If you want to give feedback, and I welcome it, remember that I must avoid techniques that add too much time or too many steps. However, ideas on placement of highlights and whether the last highlight needs to be stronger, or there's too much of a jump from one shade to the next, is very useful as that's sometime that I can do without increasing how long it takes to paint each miniature.
Here's a quick look at the steps I take:
- I start with a base coat. This is my mid colour.
- A glaze/wash is created using Fluid Matte Medium, Flow-Aid Water, Slow-Dri and paint. So far it's been a tinting colour rather than a darkened version of the base. I will experiment with a darkened version of the base in my next batch. I fould the Slow-Dri to be essential, as much as I didn't want the glaze to dry slower, it tended not to stain the raised areas when I used it. I got back and try to pull any puddles out of the raised areas. This becomes my shade.
- The first highlight is just the mid colour again. I paint it on like a highlight hitting any surfaces facing towards the light.
- The second highlight is the mid colour usually lightened with white. I choose white because I generally want items to look washed out and drab. I reserve this for upwards facing edges although one of my biggest challenge is to not over-use it.

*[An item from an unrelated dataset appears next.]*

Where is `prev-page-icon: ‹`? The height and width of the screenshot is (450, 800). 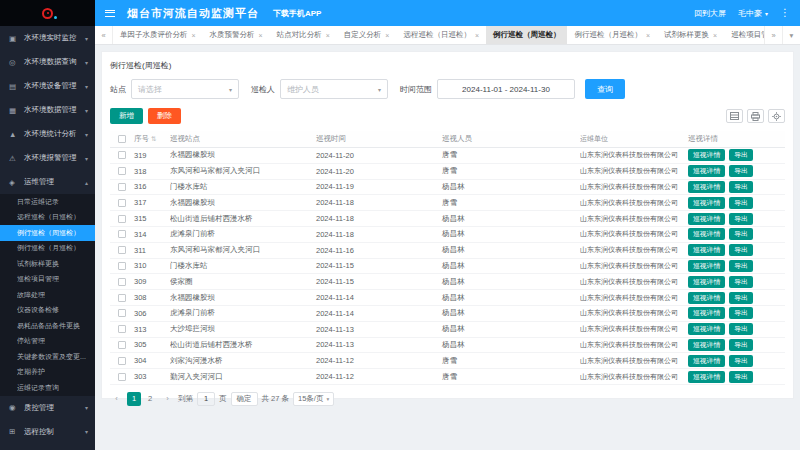 prev-page-icon: ‹ is located at coordinates (116, 399).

Here is the base I'm planning. The box contains 52 miniatures. Victrix British Peninsular Center Company, 28mm multi-part hard plastic. I am basing them 8 to a 60x60mm base. I am painting in batches of six, because I find it most efficient.
Click to see full-sized image
This is after a couple painting sessions, maybe three hours in. There are six being painted all together, but I cropped to three to better show detail. I've finished the flesh, red of the jackets, and the grey pants. Grey pants were last and it was only when I'd painted three did I discover the positive improvement Slow-Dri made.
Paints are Vallejo Model Colour, mediums by Liquitex.